What sales people can learn from failed dating

datePay-off: avoid unwittingly killing the sale (or a date!) in the very early stages
Investment: < 3 mins

In this post we’ll look at the very best way to lose your sale or date early by watching a professionally clumsy approach from Jon Favreau in the movie ‘Swingers’, together with 5 main tips to avoid this. Let’s begin…

The best way to lose the sale?

Shoot it down yourself before it’s even started, just like Jon Favreau does when calling a new date he’d just met in a bar in one of my old favourite clips from the movie Swingers:

I love the line, “maybe we should just take some time off from each other”. Ever felt like that about a new prospective customer?

How to avoid this

Think. What would you have advised Mike to do before that call? And what could you have helped him put in place as an aid or support to achieving this?

New sales behaviours don’t just come from knowing what you should do (which is just another of many reasons why sales training fails). You need the ‘how to actually get yourself to do it’ part. That’s the missing link for many sales teams and something I urge learners to learn.

And once you’ve thought about the advice you’d give Mike, how would you advise sales people to approach similar calls when starting to ‘court’ new prospective customers?

I’ll start you off with some ideas:

Mike had 5 main challenges that many people in sales also face:

  1. An almost submissive approach fuelled by a poorly defined intent
  2. Too much emotional baggage, confusion and pressure to ‘win’
  3. Leading to a lack of clear thinking for his call
  4. Leading to nervously over-talking to create a sense of progress
  5. Thus pushing the ‘sale’ away until it was so far away he destroyed it

..with that great line, “maybe we should just take some time off from each other”.

5 important tips

Reversing those then, you could:

  1. Get crystal clear on your intent, and ensure you design your intent with the right mindset that points to a win:win. It must align with where the customer is ‘at’ right now and what they’re most likely thinking. (Attention sales people – many stumble here).
  2. Learn how to manage your emotions (if your sales people need help here, give me a shout. Most people could do better at this. Emotional intelligence is a vital sales capability and your sales results will be directly related to the emotional intelligence of your sales people).
  3. Get clarity on the vital points of your conversation that deliver on your intent – and get to those points fast.
  4. Keep things brief and focused whilst also piquing curiosity when appropriate. Asking nearly always beats telling, and pulls both you and customer closer together. Don’t over-talk and talk yourself out of the sale.
  5. Generally, don’t be the one to decide it’s over. Because if you decide it is, then it is, no matter what their thinking or situation actually is.

Finally, in general, messages should never do the selling. They can do the marketing, but it’s usually conversations that should do the selling and help people to think things through effectively. People don’t engage a counsellor in order to just receive messages from them. Two way conversations are vital.

The biggest crime?

And possibly the biggest crime of all? If you paid attention you may have noticed that Mike deliberately called her when he did because he thought she was out and he WANTED the voicemail! He didn’t want a conversation! Too scary.

I’ve coached many sales people who have come clean and told me that they have done similar. The easy route often looks like progress, and helps you avoid temporary discomfort (but usually leads to much more discomfort later). The more difficult but necessary route brings the results and rewards and also strengthens you as a sales person, earning you respect, trust and most likely pride along the way too.

Do these things…

…and the value to your customers, your employer and yourselves will increase. If you need help to learn how to put them into action, contact me.

Fail to do these things…

…and you’re more likely to get the call back that Mike got; “don’t ever call me again”. Or even more costly to you…the dreaded ongoing silence…

Questions? Thoughts? Want help? Contact me. I’ll be pleased to lead you towards improving your sales through a conversation.

I work with people in any size firm, mostly UK based but can work virtually too, so location isn’t an issue. More on me here.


* _WHAT TO WORK ON_
Gather all lines in the data that hold the string "Percent".

* _Source data_
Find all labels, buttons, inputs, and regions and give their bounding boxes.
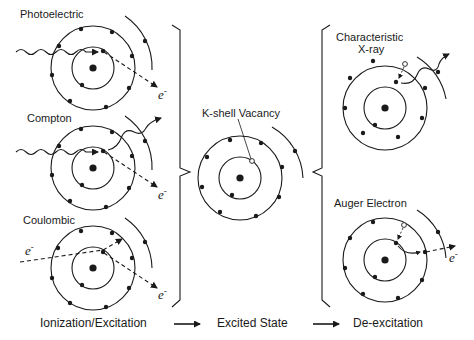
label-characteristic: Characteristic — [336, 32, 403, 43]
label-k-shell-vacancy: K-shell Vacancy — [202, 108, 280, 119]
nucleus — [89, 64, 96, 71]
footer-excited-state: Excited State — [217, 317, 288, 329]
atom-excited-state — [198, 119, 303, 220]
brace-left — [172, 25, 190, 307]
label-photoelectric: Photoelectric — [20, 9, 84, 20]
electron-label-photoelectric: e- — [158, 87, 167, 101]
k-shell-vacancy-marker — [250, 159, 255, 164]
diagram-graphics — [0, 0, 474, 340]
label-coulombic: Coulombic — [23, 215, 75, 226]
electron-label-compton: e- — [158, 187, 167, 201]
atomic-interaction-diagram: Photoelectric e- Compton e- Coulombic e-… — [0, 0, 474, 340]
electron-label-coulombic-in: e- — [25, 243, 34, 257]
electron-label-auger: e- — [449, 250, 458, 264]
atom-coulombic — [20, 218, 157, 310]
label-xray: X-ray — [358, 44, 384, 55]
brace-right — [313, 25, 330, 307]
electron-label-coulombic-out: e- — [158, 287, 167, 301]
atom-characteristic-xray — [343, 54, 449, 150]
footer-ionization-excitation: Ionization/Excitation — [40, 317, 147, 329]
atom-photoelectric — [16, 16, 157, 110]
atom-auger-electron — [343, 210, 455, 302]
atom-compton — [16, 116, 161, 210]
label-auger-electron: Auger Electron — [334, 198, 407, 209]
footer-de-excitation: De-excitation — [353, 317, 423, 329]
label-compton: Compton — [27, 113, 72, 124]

...

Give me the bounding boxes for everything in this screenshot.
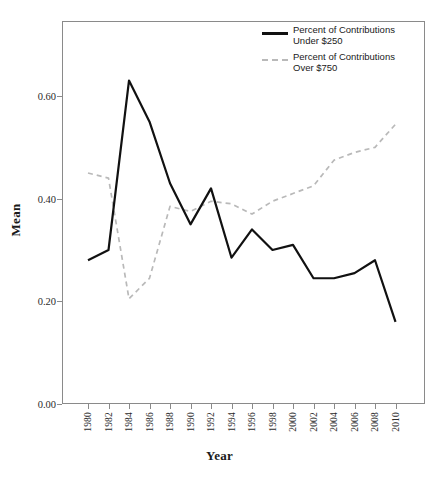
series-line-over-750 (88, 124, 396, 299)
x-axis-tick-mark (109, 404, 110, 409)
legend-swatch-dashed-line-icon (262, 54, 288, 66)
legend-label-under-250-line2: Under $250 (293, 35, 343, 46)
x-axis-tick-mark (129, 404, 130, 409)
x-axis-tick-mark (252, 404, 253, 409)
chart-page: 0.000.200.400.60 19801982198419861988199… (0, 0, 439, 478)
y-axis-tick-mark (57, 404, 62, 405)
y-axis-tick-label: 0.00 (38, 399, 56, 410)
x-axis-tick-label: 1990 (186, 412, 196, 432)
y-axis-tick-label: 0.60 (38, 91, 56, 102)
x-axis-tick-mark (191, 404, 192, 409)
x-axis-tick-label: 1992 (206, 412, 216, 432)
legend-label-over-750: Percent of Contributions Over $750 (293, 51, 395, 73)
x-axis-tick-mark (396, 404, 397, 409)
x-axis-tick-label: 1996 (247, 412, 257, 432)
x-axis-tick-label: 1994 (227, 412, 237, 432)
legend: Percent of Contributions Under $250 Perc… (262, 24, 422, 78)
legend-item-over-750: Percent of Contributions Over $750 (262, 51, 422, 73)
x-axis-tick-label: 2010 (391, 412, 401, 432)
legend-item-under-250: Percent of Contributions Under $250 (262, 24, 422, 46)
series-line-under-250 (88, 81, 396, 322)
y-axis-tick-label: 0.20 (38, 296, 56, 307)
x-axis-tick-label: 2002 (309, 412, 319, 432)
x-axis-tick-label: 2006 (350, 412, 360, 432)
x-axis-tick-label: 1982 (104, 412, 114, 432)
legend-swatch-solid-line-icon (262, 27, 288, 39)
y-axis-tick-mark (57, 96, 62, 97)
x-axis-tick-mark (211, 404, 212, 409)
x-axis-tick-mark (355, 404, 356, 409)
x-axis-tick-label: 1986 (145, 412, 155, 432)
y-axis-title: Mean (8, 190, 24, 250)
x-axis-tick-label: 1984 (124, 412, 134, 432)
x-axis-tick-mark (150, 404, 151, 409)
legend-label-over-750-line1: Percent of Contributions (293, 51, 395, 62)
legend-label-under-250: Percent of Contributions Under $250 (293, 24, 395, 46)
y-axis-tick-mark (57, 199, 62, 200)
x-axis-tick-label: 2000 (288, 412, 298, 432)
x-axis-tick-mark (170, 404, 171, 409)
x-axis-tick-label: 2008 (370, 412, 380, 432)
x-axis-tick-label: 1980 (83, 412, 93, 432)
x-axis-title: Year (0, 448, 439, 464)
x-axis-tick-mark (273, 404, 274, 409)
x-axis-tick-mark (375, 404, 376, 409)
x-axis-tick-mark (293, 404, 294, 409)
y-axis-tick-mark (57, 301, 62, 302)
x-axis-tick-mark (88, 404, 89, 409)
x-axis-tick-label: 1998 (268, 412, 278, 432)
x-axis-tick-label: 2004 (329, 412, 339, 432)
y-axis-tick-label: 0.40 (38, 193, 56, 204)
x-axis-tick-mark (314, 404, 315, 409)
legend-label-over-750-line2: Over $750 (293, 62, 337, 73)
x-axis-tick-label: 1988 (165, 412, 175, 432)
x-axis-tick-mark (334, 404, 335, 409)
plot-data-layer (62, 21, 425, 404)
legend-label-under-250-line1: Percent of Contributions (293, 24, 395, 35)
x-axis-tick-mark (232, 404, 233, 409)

* _RESULT OF THIS EXERCISE_
legend-label-over-750: Percent of Contributions Over $750 (293, 51, 395, 73)
legend: Percent of Contributions Under $250 Perc… (262, 24, 422, 78)
legend-item-over-750: Percent of Contributions Over $750 (262, 51, 422, 73)
legend-item-under-250: Percent of Contributions Under $250 (262, 24, 422, 46)
legend-label-over-750-line1: Percent of Contributions (293, 51, 395, 62)
legend-label-under-250: Percent of Contributions Under $250 (293, 24, 395, 46)
legend-label-under-250-line1: Percent of Contributions (293, 24, 395, 35)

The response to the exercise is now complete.